In my last post I mentioned the story of Chicken Little - as we call it in the USA. In England the tale often begins with Henny Penny, who’s the second character in most American versions. In fact, the names of all the characters involved are highly variable, although they’re usually rhyming or alliterative, such as Chicken Licken, Hen Pen, Cocky Locky, Goosey Loosey, Ducky Lucky, or Ducky Daddles. But the basic outline of the story is relatively constant: a bird gets hit by some little falling thing (acorn or leaf) and concludes that the sky is falling. As they run along in a panic, they tell all the other birds they meet, who join the mass hysteria until they all meet a fox. The wily fox sees that he can manipulate the panicking crowd, and tricks them all into entering his den to be eaten. The moral of the story is: don’t panic over stupid little things. The name “Chicken Little” and the cry “The sky is falling” have both become idiomatic in English, signifying people who leap to catastrophic pessimism over nothing and their hysterical, fear-mongering cries.
Versions of the fable appear in European literature by the early nineteenth century, but were presumably circulating orally long before being seen in print. Stories with similar patterns and morals also appear many centuries earlier in Buddhist texts. These fables involve a hare convinced by the sound of a falling fruit that the earth is breaking up. These versions generally have a happier ending, in which some more benevolent animal (who may even be the Bodhisattva in another form, in some versions) stops the stampede of hysterical animals, finds out the truth about the source of the panic, calms everyone down, and sends them safely home. Aesop has a fable which doesn’t include the threatened end of the world, but does feature mass hysteria. In his version panicking hares cause a panic among frogs, which leads another animal to remind the hares that everyone’s life is full of fear and trouble, so you may as well just chill out and bear it.
The one thing all these stories have in common is that the sky is not, in fact, falling and the world is not breaking up. The morals point out how foolish it is to leap to overly pessimistic conclusions, how irresponsible it is to incite panic, and how doubly foolish it is to believe the fear-mongering of others without evidence. The Chicken Little stories also raise the moral of how easily bad actors can manipulate fearful people, so that such foxes can more easily prey on such foolish, helpless fowl.
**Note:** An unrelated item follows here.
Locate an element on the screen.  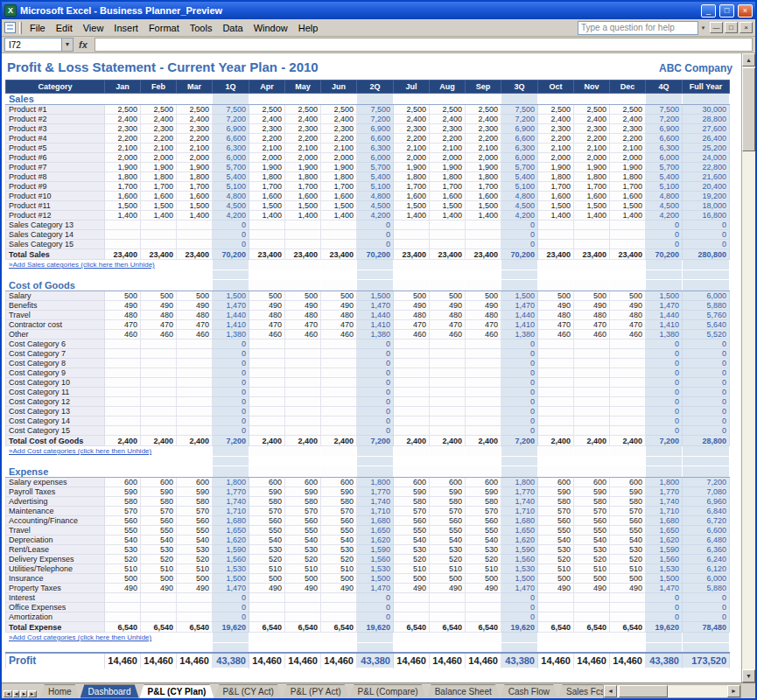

That’s the moral I think we’re seeing lived out in this time: bad-faith foxes doing their best to keep foolish fowl whipped up into hysterical fear over irrelevances and scapegoats, the better to distract them from real issues, and thus devour them.
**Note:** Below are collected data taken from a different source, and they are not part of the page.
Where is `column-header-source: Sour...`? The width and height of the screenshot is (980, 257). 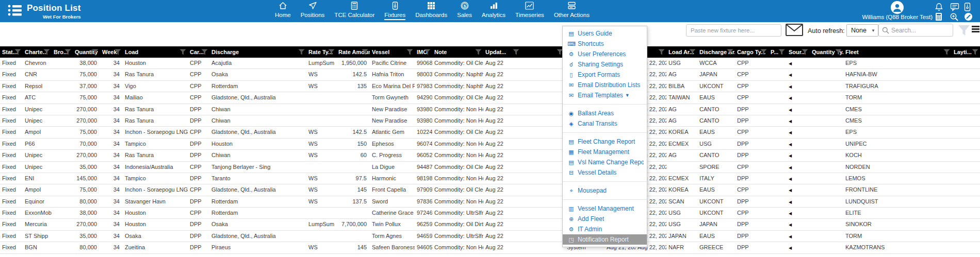 column-header-source: Sour... is located at coordinates (798, 52).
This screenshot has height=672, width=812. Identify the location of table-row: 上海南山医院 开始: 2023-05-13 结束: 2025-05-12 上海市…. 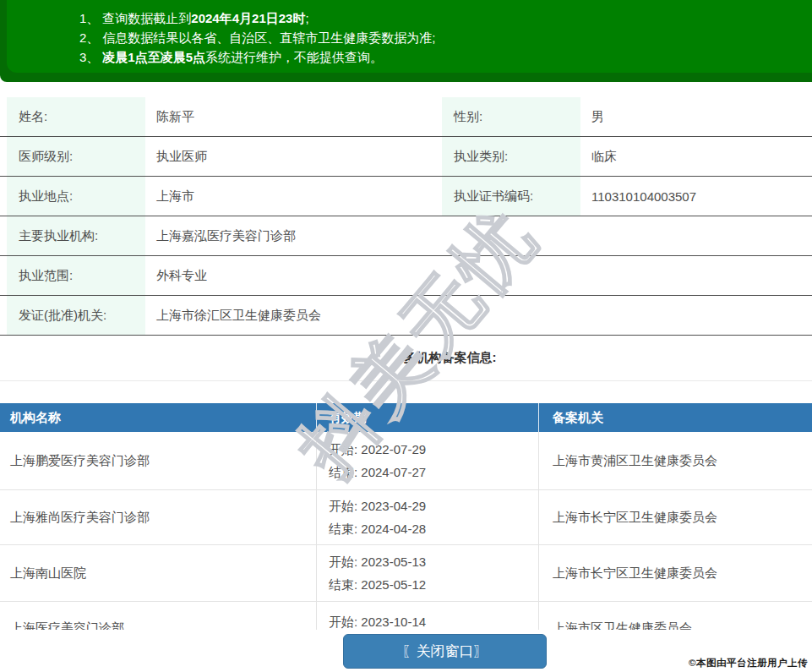
(406, 573).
There is another twist to the story that I want to raise up now, though: what about fears that really are justified? What if the sky really is in danger of falling? In that case it’s surely reasonable to be afraid, but Chicken Little still gives us a moral about how not to behave. Even when fear is justified, dashing around in a panic is still not going to help anyone. Rather than playing right into the greedy hands of the foxes who would manipulate us, instead, how about gathering all the other fowl (and hares, and frogs) and trying to figure out how we can all actually help solve the problem.
My musings on this traditional story highlight one more point I want to make. The reason these tales stick around for centuries is that they continue to have relevance to the work of being human. The reason they have so many variants is that they continue to be adapted to the particular situations in which we find ourselves. These stories carry universal threads while simultaneously allowing constant tweaking and changing. That’s their magic and their power, and that’s why storytellers, authors, and artists have continued to revisit them generation after generation. And that’s why I, too, have been exploring them through art, poetry, and stories for my upcoming book Beyond Pomegranate & Thorns!
[Pictures: first and third, anonymous illustrations from Chicken Little by Mara L. Pratt-Chadwick, ca. 1905 (Images from University of California Libraries Internet Archive);
second, wood engraving by William Roberts from The Wonderful History of Henny-Penny, ca. 1855 (Images from University of California Libraries Internet Archive).]